August 23, 2017
The Most Politically Significant Meeting of Any Group of Jews in the Last 1,800 Years
By Daniel PolisarThe story of Theodor Herzl and the First Zionist Congress, convened 120 years ago on this date.
Today, the first day of the Hebrew month of Elul, marks the 120th anniversary of the First Zionist Congress. That three-day gathering, convened by Theodor Herzl in the Swiss city of Basel on August 29, 1897, might well be the most politically significant meeting of any group of Jews during the last 1,800 years, and it was almost certainly the most important step on the road to establishing a modern Jewish state. The event, like the state it helped create, was also the most improbable of success stories; roundly opposed by the majority of opinion leaders in the Jewish world and viewed with skepticism even by many of the prominent Jewish nationalists who chose to attend, it could easily have failed at any point from when it was announced until the end of its final session.

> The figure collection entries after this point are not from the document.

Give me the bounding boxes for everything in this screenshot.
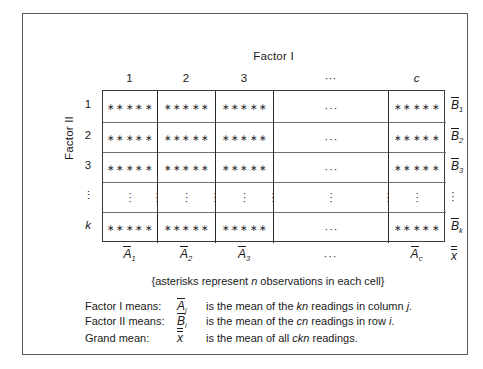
table-cell: ···	[389, 191, 446, 203]
factor-i-means-row: A1A2A3···Ac	[102, 246, 445, 266]
column-header-4: ···	[273, 69, 388, 87]
table-cell: ∗∗∗∗∗	[389, 102, 446, 112]
table-cell: ···	[274, 191, 389, 203]
table-cell: ∗∗∗∗∗	[103, 102, 158, 112]
table-cell: ···	[103, 191, 158, 203]
column-header-3: 3	[215, 69, 273, 87]
factor-ii-mean-ellipsis: ···	[451, 190, 483, 202]
column-header-1: 1	[102, 69, 157, 87]
factor-i-mean-1: A1	[102, 246, 157, 263]
table-cell: ∗∗∗∗∗	[389, 133, 446, 143]
table-cell: ···	[158, 191, 216, 203]
table-cell: ∗∗∗∗∗	[158, 102, 216, 112]
table-cell: ∗∗∗∗∗	[216, 133, 274, 143]
factor-ii-mean-2: B2	[451, 128, 483, 145]
table-cell: ···	[274, 163, 389, 175]
table-row-rule	[103, 182, 446, 183]
row-header-4: ⋮	[79, 189, 97, 202]
table-row-rule	[103, 212, 446, 213]
table-cell: ∗∗∗∗∗	[158, 133, 216, 143]
grand-mean-symbol: x	[451, 246, 457, 263]
table-cell: ∗∗∗∗∗	[103, 163, 158, 173]
factor-i-title: Factor I	[102, 50, 445, 62]
legend-label-1: Factor I means:	[85, 300, 177, 312]
asterisk-note-prefix: {asterisks represent	[152, 275, 252, 287]
legend-text-1: is the mean of the kn readings in column…	[203, 300, 412, 312]
table-cell: ∗∗∗∗∗	[216, 223, 274, 233]
table-cell: ∗∗∗∗∗	[158, 163, 216, 173]
row-header-1: 1	[79, 98, 97, 110]
row-header-3: 3	[79, 159, 97, 171]
grand-mean-double-bar: x	[451, 246, 457, 262]
anova-data-table: ············∗∗∗∗∗∗∗∗∗∗∗∗∗∗∗···∗∗∗∗∗∗∗∗∗∗…	[102, 90, 445, 242]
table-row-rule	[103, 152, 446, 153]
table-cell: ∗∗∗∗∗	[216, 163, 274, 173]
asterisk-footnote: {asterisks represent n observations in e…	[45, 275, 483, 287]
factor-i-mean-ellipsis: ···	[273, 250, 388, 262]
factor-ii-mean-3: B3	[451, 158, 483, 175]
legend-label-3: Grand mean:	[85, 332, 177, 344]
column-header-5: c	[388, 69, 445, 87]
table-cell: ···	[274, 223, 389, 235]
legend-line-3: Grand mean:x is the mean of all ckn read…	[85, 328, 358, 345]
factor-i-mean-2: A2	[157, 246, 215, 263]
legend-symbol-3: x	[177, 328, 203, 345]
table-cell: ∗∗∗∗∗	[103, 133, 158, 143]
legend-text-3: is the mean of all ckn readings.	[203, 332, 358, 344]
table-cell: ∗∗∗∗∗	[158, 223, 216, 233]
table-cell: ···	[274, 102, 389, 114]
table-cell: ∗∗∗∗∗	[389, 223, 446, 233]
row-header-5: k	[79, 219, 97, 231]
table-cell: ∗∗∗∗∗	[389, 163, 446, 173]
factor-i-mean-5: Ac	[388, 246, 445, 263]
column-header-2: 2	[157, 69, 215, 87]
table-cell: ∗∗∗∗∗	[216, 102, 274, 112]
figure-frame: Factor I Factor II 123···c 123⋮k ·······…	[22, 13, 468, 355]
legend-label-2: Factor II means:	[85, 315, 177, 327]
table-cell: ···	[274, 133, 389, 145]
factor-i-mean-3: A3	[215, 246, 273, 263]
asterisk-note-suffix: observations in each cell}	[257, 275, 384, 287]
factor-ii-mean-1: B1	[451, 97, 483, 114]
table-cell: ∗∗∗∗∗	[103, 223, 158, 233]
column-header-row: 123···c	[102, 69, 445, 87]
table-cell: ···	[216, 191, 274, 203]
legend-text-2: is the mean of the cn readings in row i.	[203, 315, 394, 327]
factor-ii-title: Factor II	[63, 88, 75, 188]
row-header-2: 2	[79, 129, 97, 141]
factor-ii-mean-5: Bk	[451, 218, 483, 235]
table-row-rule	[103, 122, 446, 123]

The story of the First Zionist Congress is worth telling today even more than in the past. Nearly seven decades after the birth of Israel, the Congress tends to be taken for granted as the obvious step needed at the time to bring about the founding of a Jewish state. Its success, too, can easily be seen as all-too-obvious. Indeed, as Herzl wrote in his diary on the eve of the gathering: “The whole thing is one of those balancing feats which look just as natural after they are accomplished as they seemed improbable before they were undertaken.” For that very reason, we need to go back to the moment when such a convocation seemed so highly “improbable.” Only by doing so can we understand why Herzl chose to risk everything on this gambit, what enabled him to beat the towering odds against its success, and what major transformations it brought about in the Jewish national rebirth.
In this essay, I aim to do just that.